Saturday, October 18, 2014

Go Take a Hike: The Benefits of Walking Meetings

Go Take a Hike: The Benefits of Walking Meetings
By: Allison D. Salibian, B.S., CPT

We've heard the phrase, "Go take a hike," and it usually signifies someone telling an adversary to take their ideology and get far away.  However, research published just this year shows that sharing and discussing work-related concepts can increase ingenuity and inventiveness.

Daniel Schwartz, a professor at the Stanford Graduate School of Education, co-authored a study, Give Your Ideas Some Legs, showing that creative output increases by an average of 60 percent when someone is walking.  "The kind of creativity we found for walking is more generative, more brainstorming [than sitting indoors]," he says.

Many business owners have embraced walking meetings.  Steve Jobs, the late founder of Apple, Facebook's Mark Zuckerberg and Jack Dorsey of Twitter have all been known to favor walking meetings.  Recently, Nilofer Merchant, a former technology executive, extolled the benefits of walk-and-talk meetings at a TED conference, noting the health advantages and the closer connections people form when away from the more traditional setting of a conference room.

Julia Kline, a Ph.D candidate at the University of Michigan, co-authored another study, Your Brain on Speed, also published this year, which found that walking speed does not diminish "spatial working ability" -- essentially the ability to walk and talk and remember items that were discussed.  "These two findings really should encourage people to get out into the world and walk during their meetings," she says.  "Walking meetings have become one of the ways that you can motivate the whole company to get up and get moving."

As a personal trainer, I encourage staying physically active throughout the week, warning against sedentary practices, such as eating at your desk or going home and sitting in front of the the t.v. after work.  However, my eyes have been opened to another way to encourage movement.  Now that I know walking speed has been shown not to negatively effect assimilation of data during walking meetings, may I suggest a HIIT training meeting?  For example, 30 seconds at a quick pace where no one can really speak because of heavy breathing, followed by 2.5 minutes of slow, steady-paced walking where the content of the meeting is resumed.

Anyone out there in cyberspace up for the challenge?  Let me know, and I will come lead your group's pace.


▸ Work task
What is the number of lines below that contain the word "take"? Respond with that number alone.

(Dataset rows for apps and sites)
────

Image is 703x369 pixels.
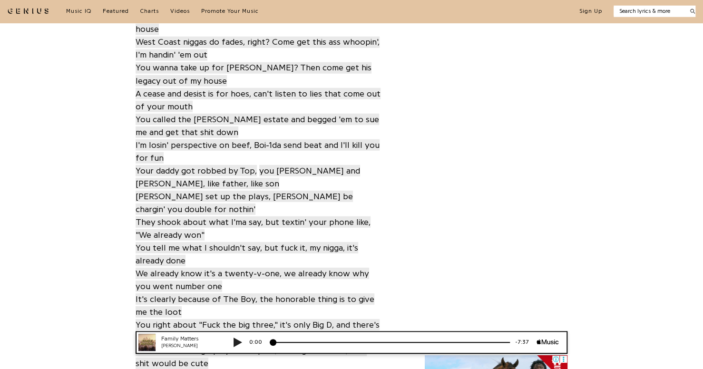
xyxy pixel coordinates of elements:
span: Music IQ [66,8,91,14]
span: A cease and desist is for hoes, can't listen to lies that come out of your mouth You called the [... [135,88,380,138]
a: Promote Your Music [201,8,259,15]
img: 72x72bb.jpg [10,3,28,20]
a: Where is your uncle at? 'Cause I wanna talk to the man of the house [135,10,377,36]
span: You tell me what I shouldn't say, but fuck it, my nigga, it's already done [135,242,358,266]
div: Family Matters [33,4,90,12]
span: Charts [140,8,159,14]
a: You tell me what I shouldn't say, but fuck it, my nigga, it's already done [135,241,358,267]
div: [PERSON_NAME] [33,11,90,19]
a: They shook about what I'ma say, but textin' your phone like, "We already won" [135,215,370,241]
a: [PERSON_NAME] set up the plays, [PERSON_NAME] be chargin' you double for nothin' [135,190,353,215]
span: We already know it's a twenty-v-one, we already know why you went number one It's clearly because... [135,268,374,318]
a: A cease and desist is for hoes, can't listen to lies that come out of your mouthYou called the [P... [135,87,380,138]
span: I'm losin' perspective on beef, Boi-1da send beat and I'll kill you for fun [135,139,379,164]
span: West Coast niggas do fades, right? Come get this ass whoopin', I'm handin' 'em out [135,37,379,61]
span: Videos [170,8,190,14]
span: Featured [103,8,129,14]
a: You right about "Fuck the big three," it's only Big D, and there's video proof [135,318,379,344]
a: you [PERSON_NAME] and [PERSON_NAME], like father, like son [135,164,360,190]
a: Featured [103,8,129,15]
span: Promote Your Music [201,8,259,14]
a: You wanna take up for [PERSON_NAME]? Then come get his legacy out of my house [135,61,371,87]
a: Music IQ [66,8,91,15]
span: [PERSON_NAME] set up the plays, [PERSON_NAME] be chargin' you double for nothin' [135,191,353,215]
a: Charts [140,8,159,15]
button: Sign Up [579,8,602,15]
span: You right about "Fuck the big three," it's only Big D, and there's video proof [135,319,379,343]
div: -7:37 [382,7,408,15]
a: Videos [170,8,190,15]
span: You wanna take up for [PERSON_NAME]? Then come get his legacy out of my house [135,62,371,87]
a: Your daddy got robbed by Top, [135,164,257,177]
a: We already know it's a twenty-v-one, we already know why you went number oneIt's clearly because ... [135,267,374,318]
span: They shook about what I'ma say, but textin' your phone like, "We already won" [135,216,370,241]
a: West Coast niggas do fades, right? Come get this ass whoopin', I'm handin' 'em out [135,36,379,61]
input: Search lyrics & more [613,7,684,15]
span: Your daddy got robbed by Top, [135,165,257,176]
a: I'm losin' perspective on beef, Boi-1da send beat and I'll kill you for fun [135,138,379,164]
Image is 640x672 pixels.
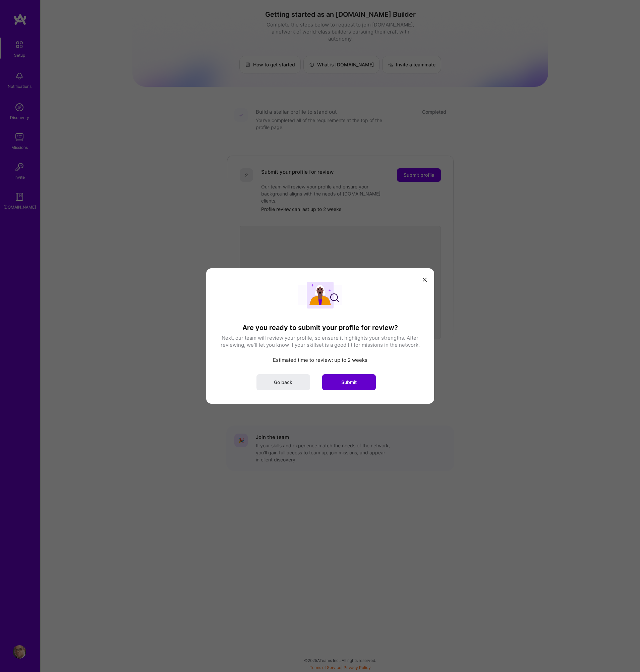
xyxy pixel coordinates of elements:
span: Submit [341,379,356,386]
div: modal [206,268,434,404]
img: User [298,282,342,308]
p: Estimated time to review: up to 2 weeks [220,356,421,363]
p: Next, our team will review your profile, so ensure it highlights your strengths. After reviewing,... [220,334,421,349]
h3: Are you ready to submit your profile for review? [220,323,421,332]
i: icon Close [423,278,426,282]
span: Go back [274,379,292,386]
button: Go back [256,374,310,390]
button: Submit [322,374,375,390]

────

▸ Answer for this exercise
2